HUNTSVILLE, Ala. — The Alabama U.S. Senate race runoff is tightening according to a new poll, but former Alabama chief justice Roy Moore still holds a solid lead.
The poll released Monday by Louisiana-based JMC Analytics found Moore is favored by 47 percent of likely voters, compared to 39 percent for current U.S. Sen. Luther Strange, with 13 percent of voters undecided.
The automated, land-line, poll surveyed 515 Alabama voters from around the state. The poll has a 4.4 percent margin of error, JMC said.
It shows Strange gaining from the last poll JMC conducted on Aug. 20. That August poll, taken just a few days after the primary found Moore with a 51 percent to 32 percent lead, with 17 percent of voters undecided.
The new poll comes after an onslaught of ads by Strange against Moore, with plenty more on the horizon.
Strange is also expected to boosted by President Trump’s planned visit to Huntsville to campaign for Strange this coming Saturday.
Over the weekend Moore received the endorsement of Huntsville-area U.S. Rep. Mo Brooks, 5th District, on Saturday.
Brooks was the third-place finisher in the Aug. 15 primary. He received 20 percent of the vote, 83,305 votes, in the Republican primary. Moore was first in the primary with 39 percent of the vote, 164,572 votes, and Strange got 33 percent, 139,009 votes.
The new poll also found that undecided voters say they are leaning toward Moore, 50 percent to 42 percent, with 8 percent not willing to move beyond “undecided” at this point.
Two key questions in the survey showed voters haven’t necessarily been moved by the ad battle.
On the question of whether Strange is part of the “Washington, D.C. swamp” that Trump campaigned against, the poll showed voters are knotted up. The poll found 36 percent think Strange is part of the D.C. “swamp,” 35 percent said he wasn’t and 28 percent said they were undecided on the issue.
A majority of voters, 52 percent, said Moore was qualified to serve in the Senate, while 36 percent said he wasn’t and 12 percent were undecided. The poll question was, “Given recent controversial statements by Roy Moore, do you think that he is qualified to serve as a U.S. Senator.”
The poll found that 66 percent of the voters surveyed identified as “evangelical Christians,” and the respondents were 52 percent male, 48 percent female.
The use of a landline for the poll, may have affected the ages of those surveyed.
The poll found 52 percent of the respondents said they were 65 or older. Only 3 percent of the poll’s respondents were ages 18-34; 17 percent were ages 35-54 and 28 percent said they were ages 55-64.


> [WHAT YOU HAVE TO DO]:
Could you copy every line of the data that contains the word "other"?

Figure collection entries
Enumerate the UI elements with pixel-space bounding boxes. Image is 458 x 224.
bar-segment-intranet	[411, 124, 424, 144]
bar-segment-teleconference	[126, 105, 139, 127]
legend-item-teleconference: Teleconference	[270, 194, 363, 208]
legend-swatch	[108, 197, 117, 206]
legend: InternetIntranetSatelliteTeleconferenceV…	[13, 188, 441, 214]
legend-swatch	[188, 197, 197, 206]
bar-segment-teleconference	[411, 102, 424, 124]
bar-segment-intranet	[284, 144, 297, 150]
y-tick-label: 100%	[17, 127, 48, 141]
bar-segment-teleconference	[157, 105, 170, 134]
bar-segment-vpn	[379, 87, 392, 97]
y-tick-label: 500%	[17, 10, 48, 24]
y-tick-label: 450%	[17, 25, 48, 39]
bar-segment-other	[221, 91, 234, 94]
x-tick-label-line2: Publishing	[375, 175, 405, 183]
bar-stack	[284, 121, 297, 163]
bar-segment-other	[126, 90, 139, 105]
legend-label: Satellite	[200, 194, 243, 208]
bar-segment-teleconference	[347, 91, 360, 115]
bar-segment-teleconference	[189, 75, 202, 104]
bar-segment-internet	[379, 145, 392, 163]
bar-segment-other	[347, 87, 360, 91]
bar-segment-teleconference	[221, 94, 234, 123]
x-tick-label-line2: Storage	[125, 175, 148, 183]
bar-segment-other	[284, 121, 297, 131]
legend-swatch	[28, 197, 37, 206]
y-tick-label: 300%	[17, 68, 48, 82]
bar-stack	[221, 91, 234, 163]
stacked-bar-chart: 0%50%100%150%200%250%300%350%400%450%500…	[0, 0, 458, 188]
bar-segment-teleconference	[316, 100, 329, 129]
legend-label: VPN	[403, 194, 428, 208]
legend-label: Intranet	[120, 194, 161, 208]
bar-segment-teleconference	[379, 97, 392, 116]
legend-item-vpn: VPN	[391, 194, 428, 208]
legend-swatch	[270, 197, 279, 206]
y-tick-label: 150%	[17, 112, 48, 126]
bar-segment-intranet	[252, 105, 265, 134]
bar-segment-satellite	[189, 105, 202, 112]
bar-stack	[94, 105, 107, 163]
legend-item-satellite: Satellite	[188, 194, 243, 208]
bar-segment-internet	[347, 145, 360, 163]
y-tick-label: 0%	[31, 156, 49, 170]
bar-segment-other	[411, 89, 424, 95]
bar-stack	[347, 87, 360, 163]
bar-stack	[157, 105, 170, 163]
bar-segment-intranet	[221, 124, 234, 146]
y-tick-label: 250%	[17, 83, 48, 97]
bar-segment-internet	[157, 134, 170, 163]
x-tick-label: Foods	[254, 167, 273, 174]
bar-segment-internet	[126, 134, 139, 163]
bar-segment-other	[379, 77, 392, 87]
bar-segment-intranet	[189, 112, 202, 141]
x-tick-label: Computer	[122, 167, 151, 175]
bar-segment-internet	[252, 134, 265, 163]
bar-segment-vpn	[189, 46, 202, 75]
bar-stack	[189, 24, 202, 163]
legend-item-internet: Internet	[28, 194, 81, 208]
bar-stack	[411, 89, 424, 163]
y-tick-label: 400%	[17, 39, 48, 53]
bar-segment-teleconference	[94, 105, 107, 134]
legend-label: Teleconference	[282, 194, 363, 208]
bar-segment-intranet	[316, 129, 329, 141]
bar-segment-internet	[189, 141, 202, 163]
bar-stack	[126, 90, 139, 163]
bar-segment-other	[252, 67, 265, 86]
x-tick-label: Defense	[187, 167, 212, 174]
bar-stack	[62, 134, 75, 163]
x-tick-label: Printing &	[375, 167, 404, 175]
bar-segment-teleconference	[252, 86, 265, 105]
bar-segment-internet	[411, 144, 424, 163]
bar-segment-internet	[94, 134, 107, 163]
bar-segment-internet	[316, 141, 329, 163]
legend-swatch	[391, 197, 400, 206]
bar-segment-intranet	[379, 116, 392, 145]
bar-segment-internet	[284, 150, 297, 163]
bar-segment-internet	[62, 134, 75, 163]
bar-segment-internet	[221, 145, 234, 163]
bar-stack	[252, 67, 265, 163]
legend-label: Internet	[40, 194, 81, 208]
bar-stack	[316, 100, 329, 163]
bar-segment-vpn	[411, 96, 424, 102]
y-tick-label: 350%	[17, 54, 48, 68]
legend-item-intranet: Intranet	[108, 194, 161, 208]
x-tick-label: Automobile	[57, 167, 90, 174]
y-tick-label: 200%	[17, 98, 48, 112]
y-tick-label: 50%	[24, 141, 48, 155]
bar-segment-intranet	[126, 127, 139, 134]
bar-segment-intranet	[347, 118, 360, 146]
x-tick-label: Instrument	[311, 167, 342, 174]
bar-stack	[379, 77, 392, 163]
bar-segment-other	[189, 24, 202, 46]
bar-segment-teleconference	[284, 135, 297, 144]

> [OUTPUT FOR THIS EXERCISE]:
bar-segment-other	[221, 91, 234, 94]
bar-segment-other	[126, 90, 139, 105]
bar-segment-other	[347, 87, 360, 91]
bar-segment-other	[284, 121, 297, 131]
bar-segment-other	[411, 89, 424, 95]
bar-segment-other	[379, 77, 392, 87]
bar-segment-other	[252, 67, 265, 86]
bar-segment-other	[189, 24, 202, 46]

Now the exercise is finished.